In the old days some of us considered dark skin very attractive,” said my sometime friend at the Club. I gave him what Bertie Wooster might describe as my half-hyena laugh. We were sitting at the Club Bar exchanging light banter. Being a long-term member, he was upholding the tradition of being the club bore. “Do you know how the Tommies, as we referred to the British soldiers back then described people like you?” I tried my intensely irritated hyena laugh. It only spurred him on. “Blacker the blackberry, sweeter the taste!” And he slapped his thigh failing to find mine close enough for comfort. “Why do you say people like me?” I asked falling into the trap.
“Ah, I heard that you were one of them,” he said pointing to the row of bottles behind the Barman’s head. All I could see were bottles of Scotch. “You are from North Malabar, aren’t you?” he named the prominent towns in the area. “Yes, certainly, my mother’s family came from what used to be a British cantonment town, my father’s family, from the other one. They were all highly educated professionals. My paternal grandmother was a famous writer in Malayalam.” I had an idea where this conversation was leading. I was getting ready for the put-down.
“I’ll tell you a story about my grandmother. She belonged to a well-known Tharawad (or matrilineal Kerala household)” said the club bore. When I was studying to be a doctor at Madras, I had a number of African student friends. I would take them to my grandmother’s house during our vacations. It may have been an imposition to her but she never said so in front of my African friends.” “The moment they left I noticed that she would take great precautions to wipe the stain of their visit. She would wash the steps of the household with milk.
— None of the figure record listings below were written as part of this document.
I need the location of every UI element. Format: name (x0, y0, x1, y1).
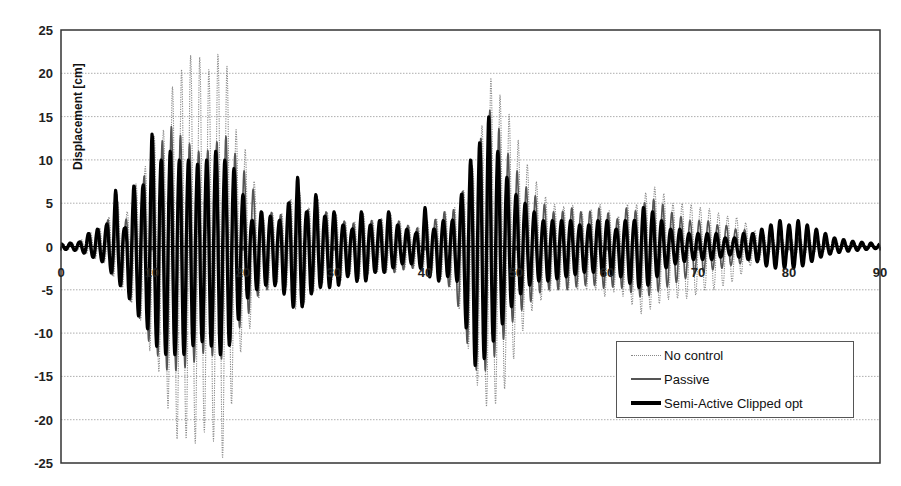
no-control-line-swatch (631, 355, 661, 356)
legend: No control Passive Semi-Active Clipped o… (616, 341, 854, 418)
legend-label: Semi-Active Clipped opt (664, 396, 803, 411)
legend-item-no-control: No control (617, 344, 723, 366)
y-tick-label: 0 (46, 240, 53, 255)
x-tick-label: 90 (873, 265, 887, 280)
legend-label: Passive (664, 372, 710, 387)
y-tick-label: -20 (34, 413, 53, 428)
y-tick-label: 15 (39, 110, 53, 125)
y-axis-ticks: 2520151050-5-10-15-20-25 (34, 23, 53, 471)
x-tick-label: 30 (327, 265, 341, 280)
x-tick-label: 80 (782, 265, 796, 280)
y-tick-label: -25 (34, 456, 53, 471)
y-tick-label: -10 (34, 326, 53, 341)
x-tick-label: 0 (57, 265, 64, 280)
x-tick-label: 20 (236, 265, 250, 280)
legend-item-passive: Passive (617, 368, 710, 390)
x-tick-label: 70 (691, 265, 705, 280)
x-tick-label: 40 (418, 265, 432, 280)
x-tick-label: 50 (509, 265, 523, 280)
y-tick-label: 10 (39, 153, 53, 168)
y-tick-label: 20 (39, 66, 53, 81)
semi-active-line-swatch (631, 401, 661, 405)
y-tick-label: 5 (46, 196, 53, 211)
y-tick-label: -5 (41, 283, 53, 298)
y-tick-label: 25 (39, 23, 53, 38)
y-axis-label: Displacement [cm] (71, 63, 85, 170)
x-tick-label: 10 (145, 265, 159, 280)
passive-line-swatch (631, 378, 661, 380)
x-tick-label: 60 (600, 265, 614, 280)
y-tick-label: -15 (34, 369, 53, 384)
legend-label: No control (664, 348, 723, 363)
legend-item-semi-active: Semi-Active Clipped opt (617, 392, 803, 414)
Pure fresh cow’s milk that she poured down herself.” There was a moment of silence on both sides. How could our fears about other races and peoples be so entrenched as to manifest itself in such obscene acts of purification? And then the club bore revealed the true meaning behind the story. “If you had come to my house, my grandmother would have done the same. To her you would always be a Thiya, traditionally the toddy-tappers of North Malabar—a low caste person.” Now that we are once again obsessed with questions of purity, I can only ask, paraphrasing Shakespeare: Would all the cows’ milk of Hindustan cleanse the dark blot of caste from our minds?